The ghosts didn't help, either. It was always a nasty shock when one of them glided suddenly through a door you were trying to open.

Sir Nicholas de Mimsy-Porpington was always happy to point the new Gryffindors in the right direction, but Peeves the Poltergeist was worth two locked doors and a trick staircase if you met him when you were late for class. He would drop wastepaper baskets on your head, pull rugs from under your feet, pelt you with bits of chalk, or sneak up behind you, invisible, grab your nose and screech, "Got your conk!"

Even worse than Peeves, if possible, was the caretaker, Mr. Argus Filch.

Harry, Ron, and I managed to get on the wrong side of him the very first morning. Mr. Filch found us trying to force our way through a door that unluckily turned out to be the entrance to the out-of-bounds corridor on the third floor. He wouldn't believe that we were lost, was sure we were trying to break into it on purpose, and was threatening to lock us in the dungeons when we were rescued by Professor Quirrell, who was passing.
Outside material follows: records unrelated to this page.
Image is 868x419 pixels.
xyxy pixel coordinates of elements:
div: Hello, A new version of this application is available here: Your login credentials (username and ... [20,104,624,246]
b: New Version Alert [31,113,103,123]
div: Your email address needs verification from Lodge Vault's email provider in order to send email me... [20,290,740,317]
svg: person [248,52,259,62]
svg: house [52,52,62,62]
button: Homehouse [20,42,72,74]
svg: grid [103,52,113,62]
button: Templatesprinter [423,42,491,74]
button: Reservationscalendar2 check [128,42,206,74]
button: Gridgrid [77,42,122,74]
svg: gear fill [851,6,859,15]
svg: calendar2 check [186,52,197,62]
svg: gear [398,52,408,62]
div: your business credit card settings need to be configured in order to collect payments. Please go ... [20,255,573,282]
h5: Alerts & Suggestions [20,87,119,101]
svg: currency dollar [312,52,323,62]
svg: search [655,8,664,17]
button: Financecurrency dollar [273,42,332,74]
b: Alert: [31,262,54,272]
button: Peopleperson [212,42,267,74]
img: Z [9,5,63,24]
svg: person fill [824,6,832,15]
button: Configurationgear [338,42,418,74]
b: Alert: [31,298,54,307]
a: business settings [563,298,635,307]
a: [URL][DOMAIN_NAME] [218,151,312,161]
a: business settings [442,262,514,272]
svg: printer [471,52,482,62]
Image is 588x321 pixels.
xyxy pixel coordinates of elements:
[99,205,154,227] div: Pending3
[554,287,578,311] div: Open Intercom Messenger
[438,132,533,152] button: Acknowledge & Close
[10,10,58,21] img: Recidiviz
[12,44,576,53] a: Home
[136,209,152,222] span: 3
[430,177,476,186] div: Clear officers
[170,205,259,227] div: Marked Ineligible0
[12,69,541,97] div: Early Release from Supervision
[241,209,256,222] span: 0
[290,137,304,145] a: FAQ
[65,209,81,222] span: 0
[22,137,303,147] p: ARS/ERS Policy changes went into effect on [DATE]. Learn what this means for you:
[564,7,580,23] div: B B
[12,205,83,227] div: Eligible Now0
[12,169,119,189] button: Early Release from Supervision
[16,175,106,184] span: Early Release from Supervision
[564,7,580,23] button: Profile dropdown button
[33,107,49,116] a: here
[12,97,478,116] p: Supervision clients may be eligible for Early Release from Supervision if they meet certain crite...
Mr. Filch owned a cat called Mrs. Norris, a scrawny, dust-colored creature with bulging lamp-like eyes, just like Filch's. She patrolled the corridors alone. Break one rule in front of her, put just one toe out of line, and she'd whisk off for Filch, who'd appear, wheezing, two seconds later. Mr. Filch knew all the secret passageways of the school better than anyone - save for maybe the Weasley twins - and could pop up as suddenly as any of the ghosts. The students all hated the man, but I held some sort of respect for the man being able to memorize and entire castle. In any case, it was the dearest ambition of many to give the poor cat a good kick, though I wanted no part of animal abuse.

And then, once you found them, there were the classes themselves. There was a lot more to magic, I realized, than waving your wand around and saying a few funny words.

We had to study the night sky through our telescopes every Wednesday night at midnight and learn the different names of the stars and the movements of the planets.

Three days a week, we went out to the greenhouses behind the castle to study Herbology with a dumpy little witch called Professor Sprout where we learned how to take care of all the strange plants and fungi and found out what they were used for. Unfortunately, I didn't have a green thumb, and that was easily realized in the first week after I killed just about every plant I touched, which admittedly wasn't many because I already knew I had the hands of death.